Datasheet

Deferred DOM
One of the primary difficulties with using the DOM API is performance. This issue manifests itself in a
number of ways. The DOM’s representation of an XML document is very detailed and involves a lot of
objects. This has a big impact on performance because of the time it takes to create all those objects, and
because of the amount of memory those objects use. Developers are often surprised to see how much
memory an XML document consumes when it’s represented as a DOM tree.
To reduce the overhead of using the DOM in an application, the Xerces developers implemented what is
called deferred node expansion. This is an application of lazy evaluation techniques to the creation of DOM
trees. When deferred node expansion is turned on, Xerces doesn’t create objects to represent the various
parts of an XML document. Instead, it builds a non-object oriented set of data structures that contain the
information needed to create the various types of DOM nodes required by the DOM specification. This
allows Xerces to complete parsing in a much shorter time than when deferred node expansion is turned
off. Because almost no objects are created, the memory used is a fraction of what would ordinarily be
used by a DOM tree.
The magic starts when your application calls the appropriate method to get the DOM Document node.
Deferred node expansion defers the creation of DOM node objects until your program needs them. The
way it does so is simple: If your program calls a DOM method that accesses a node in the DOM tree, the
deferred DOM implementation creates the DOM node you’re requesting and all of its children.
Obviously, the deferred DOM implementation won’t create a node if it already exists. A finite amount of
work is done on each access to an unexpanded node.
The deferred DOM is especially useful in situations where you’re not going to access every part of a doc-
ument. Because it only expands those nodes (and the fringe defined by their children) that you access,
Xerces doesn’t create all the objects the DOM specification says should be created. This is fine, because
you don’t need the nodes you didn’t access. The result is a savings of memory and processor time (spent
creating objects and allocating memory).
If your application is doing complete traversals of the entire DOM tree, then you’re better off not using
the deferred DOM, because you’ll pay the cost of creating the non-object-oriented data structures plus
the cost of creating the DOM objects as you access them. This results in using more memory and proces-
sor time than necessary.
The deferred DOM implementation is used by default. If you wish to turn it off, you can set the feature
http://apache.org/xml/features/dom/defer-node-expansion to false. If you’re using the JAXP
DocumentBuilder API to get a DOM parser, then the deferred DOM is turned off.
Schema Handling
Xerces provides a number of features that control various aspects of validation when you’re using XML
Schema. The most important feature turns on schema validation: http://apache.org/xml/features
/validation/schema. To use it, the SAX name-spaces property (http://xml.org/sax/features
/namespaces) must be on (it is by default). The Xerces validator won’t report schema validation errors
unless the regular SAX validation feature (http://xml.org/sax/features/validation) is turned on, so you
must make sure that both the schema validation feature and the SAX validation feature are set to true.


Would you output the lines from the one with "Show the detection result for *wine glass*." through the last line of the material below, exactly, but without pictures?
☆ ☆ ☆
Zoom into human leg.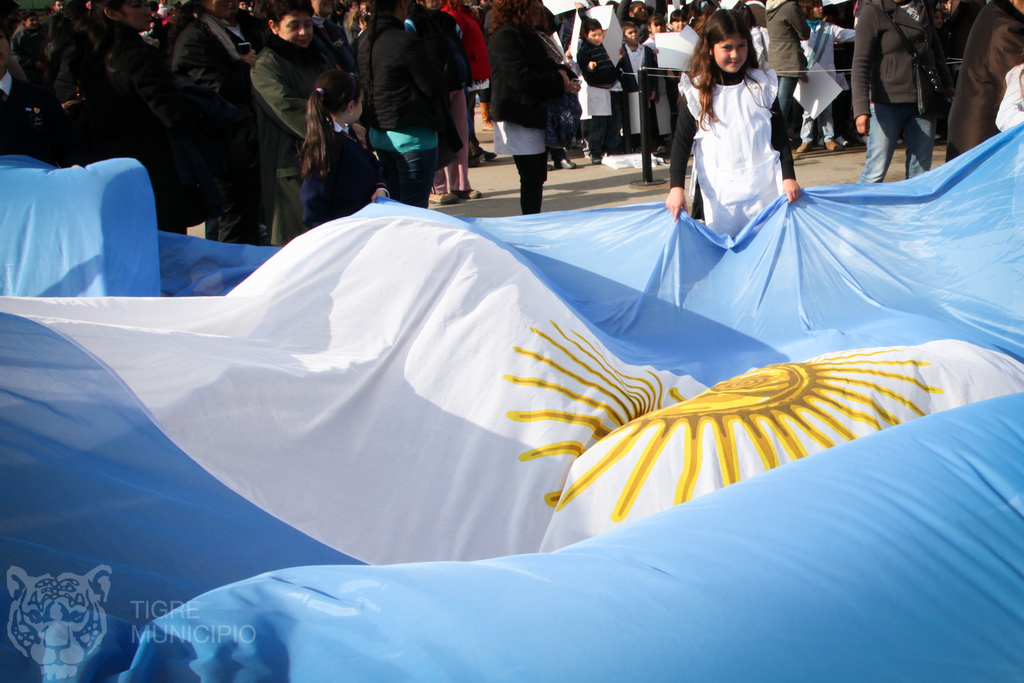
Zoom target: [904,113,936,181].
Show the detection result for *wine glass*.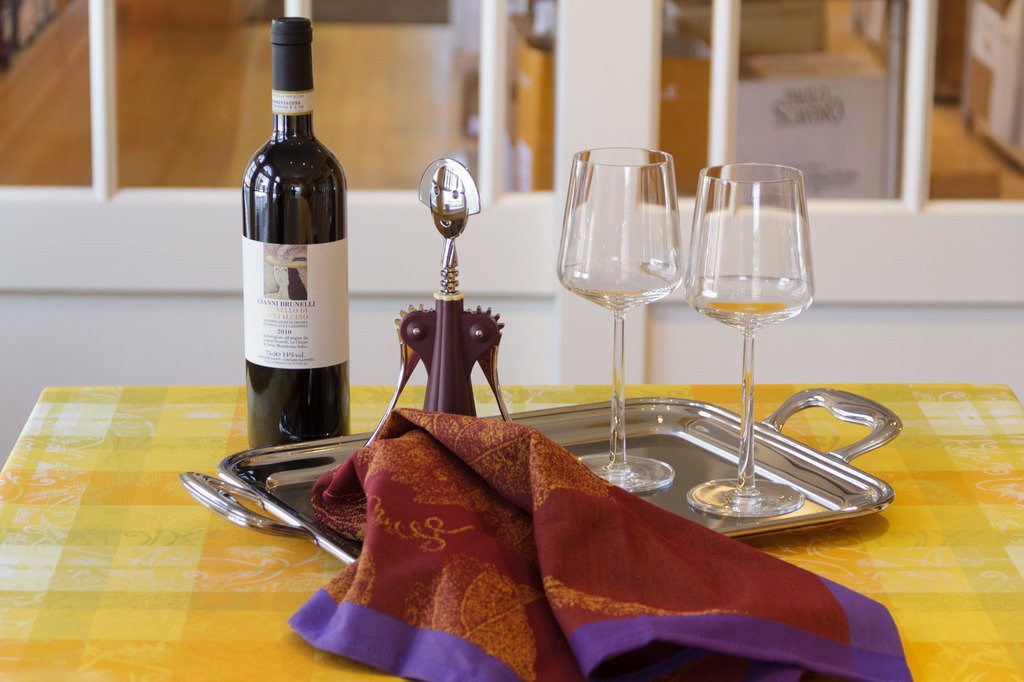
bbox(691, 164, 811, 516).
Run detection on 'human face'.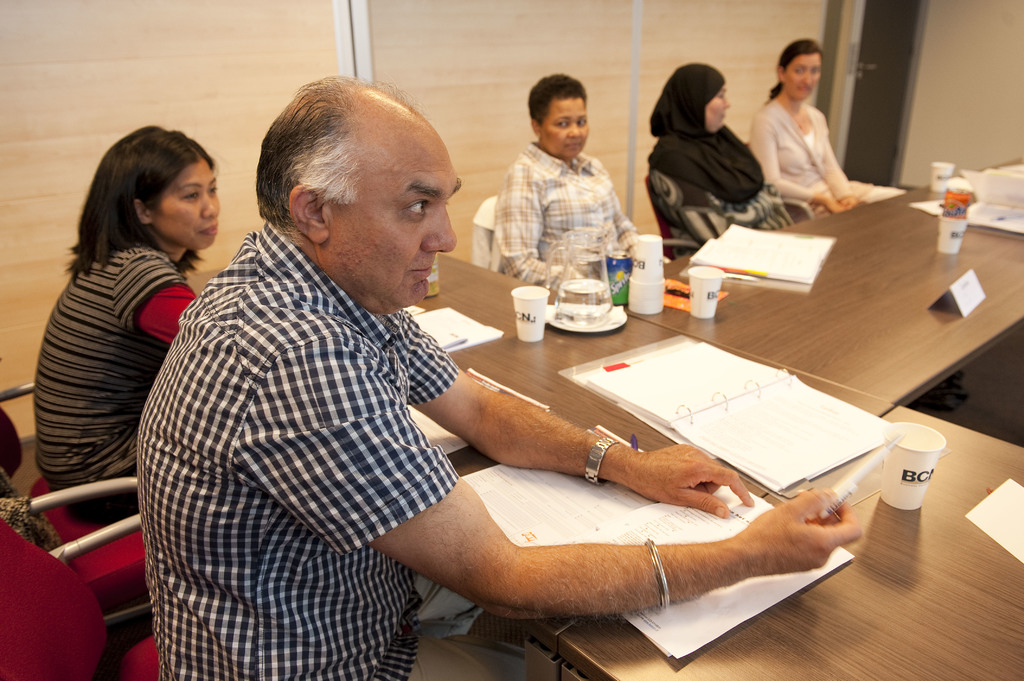
Result: {"x1": 543, "y1": 95, "x2": 588, "y2": 161}.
☆ ☆ ☆
◆ THE ANSWER ◆
Show the detection result for *wine glass*.
bbox(691, 164, 811, 516).
Run detection on 'human face'.
Result: {"x1": 543, "y1": 95, "x2": 588, "y2": 161}.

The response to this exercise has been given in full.